The road (width c. 3 m), discovered at a depth of 0.8 m below surface, was covered with an accumulation of alluvial soil. The exposed road segment, paved with small fieldstones, was poorly preserved and oriented east–west. A row of fieldstones was exposed along its southern side, at a lower level than the damaged segment. This was probably the curb, whose upper part was robbed, which marked the road on the south. Remains of an ancient road were discovered on surface c. 0.5 km west of the Cross-Israel Highway. It seems that the two segments were parts of the same road. A few fragments of pottery vessels that dated to the Byzantine period and a rim fragment from the Ottoman period were discovered between the pavement stones. The meager ceramic finds are insufficient for dating the road’s construction or the period of its use.
 
At Tel Hadid, which is next to the road, antiquities that dated to the Iron Age, Byzantine and Early Islamic periods were discovered.

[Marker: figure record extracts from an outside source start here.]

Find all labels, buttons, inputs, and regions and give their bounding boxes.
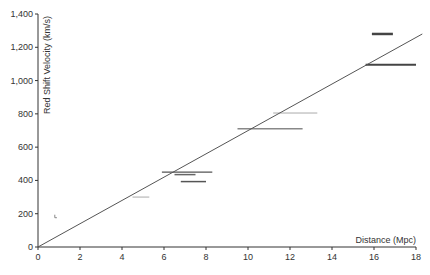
- y-tick-label: 600: [18, 142, 33, 152]
- fit-line: [38, 34, 422, 247]
- x-tick-label: 4: [119, 252, 124, 262]
- x-tick-label: 12: [285, 252, 295, 262]
- x-tick-label: 2: [77, 252, 82, 262]
- y-tick-label: 0: [28, 242, 33, 252]
- y-tick-label: 800: [18, 109, 33, 119]
- hubble-chart: 02004006008001,0001,2001,400 02468101214…: [0, 0, 430, 275]
- x-tick-label: 16: [369, 252, 379, 262]
- y-axis: 02004006008001,0001,2001,400: [10, 9, 38, 252]
- x-tick-label: 8: [203, 252, 208, 262]
- hubble-fit-line: [38, 34, 422, 247]
- y-axis-title: Red Shift Velocity (km/s): [42, 16, 52, 114]
- x-tick-label: 6: [161, 252, 166, 262]
- x-tick-label: 18: [411, 252, 421, 262]
- distance-range-bars: [55, 34, 416, 218]
- y-tick-label: 200: [18, 209, 33, 219]
- y-tick-label: 1,000: [10, 76, 33, 86]
- x-tick-label: 10: [243, 252, 253, 262]
- x-axis-title: Distance (Mpc): [355, 235, 416, 245]
- y-tick-label: 400: [18, 175, 33, 185]
- x-tick-label: 14: [327, 252, 337, 262]
- y-tick-label: 1,200: [10, 42, 33, 52]
- y-tick-label: 1,400: [10, 9, 33, 19]
- x-axis: 024681012141618: [35, 247, 421, 262]
- x-tick-label: 0: [35, 252, 40, 262]
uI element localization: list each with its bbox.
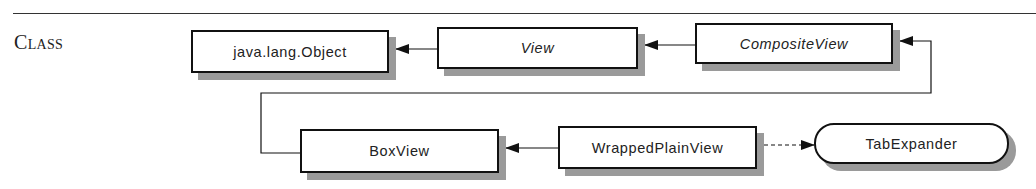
interface-node-tabexpander: TabExpander — [814, 123, 1009, 164]
interface-name: TabExpander — [865, 136, 957, 152]
class-node-compositeview: CompositeView — [695, 23, 893, 64]
class-name: BoxView — [369, 143, 429, 159]
class-node-wrappedplainview: WrappedPlainView — [558, 126, 757, 169]
class-name: CompositeView — [740, 36, 848, 52]
class-node-boxview: BoxView — [300, 129, 499, 173]
class-name: View — [521, 40, 555, 56]
class-name: WrappedPlainView — [592, 140, 724, 156]
class-node-object: java.lang.Object — [191, 30, 389, 73]
class-node-view: View — [437, 27, 638, 69]
class-name: java.lang.Object — [233, 44, 347, 60]
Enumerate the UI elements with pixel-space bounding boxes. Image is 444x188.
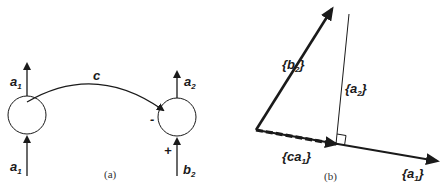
panel-a: a1 a1 c a2 b2 - + (a) [8, 64, 196, 181]
connection-arc-c [27, 84, 163, 110]
label-a2: {a2} [345, 81, 367, 98]
panel-b: {b2} {a2} {ca1} {a1} (b) [256, 9, 437, 183]
left-input-label: a1 [10, 159, 22, 176]
right-node-circle [158, 98, 196, 136]
figure-canvas: a1 a1 c a2 b2 - + (a) {b2 [0, 0, 444, 188]
vector-a2 [336, 14, 349, 144]
caption-b: (b) [324, 170, 337, 183]
inhibitory-sign: - [150, 112, 154, 127]
label-b2: {b2} [282, 57, 305, 74]
left-output-label: a1 [10, 74, 22, 91]
caption-a: (a) [104, 168, 117, 181]
right-input-label: b2 [183, 162, 196, 179]
arc-label-c: c [93, 68, 101, 83]
label-a1: {a1} [402, 166, 424, 183]
label-ca1: {ca1} [282, 149, 311, 166]
right-output-label: a2 [184, 74, 196, 91]
excitatory-sign: + [164, 143, 172, 158]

A small village (Site 77) that dated to the Byzantine and Abbasid periods was excavated north of the road and in its vicinity, a limekiln and farming terraces were excavated (ESI 20:134*). A large site, dating to the Byzantine period, is a little farther west, at Bet Nabala. The large sites attest to extensive agricultural and commercial activity around the road in the Byzantine period. Remains of roads that led from Antipatris to Jerusalem and from Lod to Jerusalem (Roll and Ayalon, Apollonia and the Southern Sharon, 1989:222–228) had previously been discovered near the excavation. The main roads were paved in high areas, yet the exposed road section in the current excavation was built in a low farmland, adjacent to the wadi channel. Based on the finds and the size of the stones, it is assumed that this was a local road, used by farmers or for transit between nearby settlements. It seems that it served the neighboring settlements in the Byzantine period, possibly from Site 77 or from Tel Hadid to the outlying agricultural areas.